I owe my size to a sudden genetic mutation. As far as we know, there had been no dwarf in my family until I came along. My brother, Greg, and sister, Melissa, were normal. Thus, I had mistakenly believed into adulthood that my affliction could not be passed on, that I was a freak of nature and not a continuing genetic danger.

Shortly after marrying Glenda, I wrote Dr. Roberto Escamilla, who had led the efforts to make me taller at the University of California. He wrote back that it was a 50-50 chance that I would have a child afflicted with achondroplasia. The question would be answered at the instant of conception. I remember weeping as I held the letter in my hand. I told Glenda she could leave me if she felt cheated.

On and off for two years, we counseled with a geneticist. We talked to my parents a thousand times; after all, they had raised a short child.

Some people might think that choosing to take the chance of having a short child was a selfish act. But for my part, deciding that it would be better for a child to not be born than to be born a dwarf would have been saying that my own life had not been worth living. And if Glenda could love me, why wouldn't we both love a child with the same problems?
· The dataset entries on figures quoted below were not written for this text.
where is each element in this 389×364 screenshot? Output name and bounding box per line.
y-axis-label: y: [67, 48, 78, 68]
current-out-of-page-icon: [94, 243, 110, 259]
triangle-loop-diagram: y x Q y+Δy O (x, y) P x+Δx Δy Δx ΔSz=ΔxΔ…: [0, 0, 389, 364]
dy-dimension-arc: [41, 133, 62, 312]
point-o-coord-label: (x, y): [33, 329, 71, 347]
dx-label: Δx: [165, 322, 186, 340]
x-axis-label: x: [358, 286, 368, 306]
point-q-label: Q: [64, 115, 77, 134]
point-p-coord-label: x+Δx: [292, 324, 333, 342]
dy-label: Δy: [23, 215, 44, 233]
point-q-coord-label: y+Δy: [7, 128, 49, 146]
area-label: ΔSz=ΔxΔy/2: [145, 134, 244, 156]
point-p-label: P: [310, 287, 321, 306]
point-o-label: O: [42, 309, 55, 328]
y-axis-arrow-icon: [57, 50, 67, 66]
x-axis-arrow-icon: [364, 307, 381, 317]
We never had to test the downside of those agonizing questions. Sonograms revealed normal bone structure during Lindsay's gestation. She looked very right at birth.
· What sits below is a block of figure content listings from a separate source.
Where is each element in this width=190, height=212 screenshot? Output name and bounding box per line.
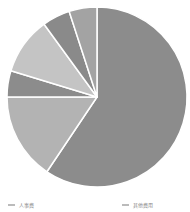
pie-chart: [0, 0, 190, 195]
legend-label: 人事费: [19, 201, 34, 208]
legend-label: 其他费用: [133, 201, 153, 208]
legend-marker-icon: [8, 204, 15, 206]
legend-entry[interactable]: 其他费用: [122, 201, 153, 208]
legend-marker-icon: [122, 204, 129, 206]
chart-legend: 人事费 其他费用: [0, 201, 190, 211]
legend-entry[interactable]: 人事费: [8, 201, 34, 208]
One day, as Lindsay and I walked toward the gate at school, Alexander, a classmate, began to giggle, then bounced up and down as he pointed me out to his buddies. A forced smile no deeper than her lips came to Lindsay's face. We walked on toward the car.

"Do you know what happened just now?" I asked. It was a moment I had feared and anticipated for a long time.

"Yes," she answered, "Alexander made fun of you."

"How do you feel?"

"A little sad and a little angry."

I am different from the other daddies. I'm short, the kind of short that rarely goes unnoticed. My being 4 feet 7 inches tall is not something we have any way of hiding.

In the years to come, I suspect that just as my parents and I shared this burden many times, Lindsay and I will talk about why I am the way I am.

When I worry about her, it's because I don't know whether the teasing hurts as much when you are the daughter of a short person as when you are the person himself.

Lindsay says I am sharing my story "to show you can live being hurt as long as you are loved."

Maybe she's right.

John Wolin underwent nearly four hours of surgery and has been recovering the past week in his Miami home. Doctors exposed 15 vertebrae and the spot where his skull joins his spine in an effort to ease the pressure and avert paralysis to his arms. Wolin said the operation was a success and he expects to be back at work in six to eight weeks.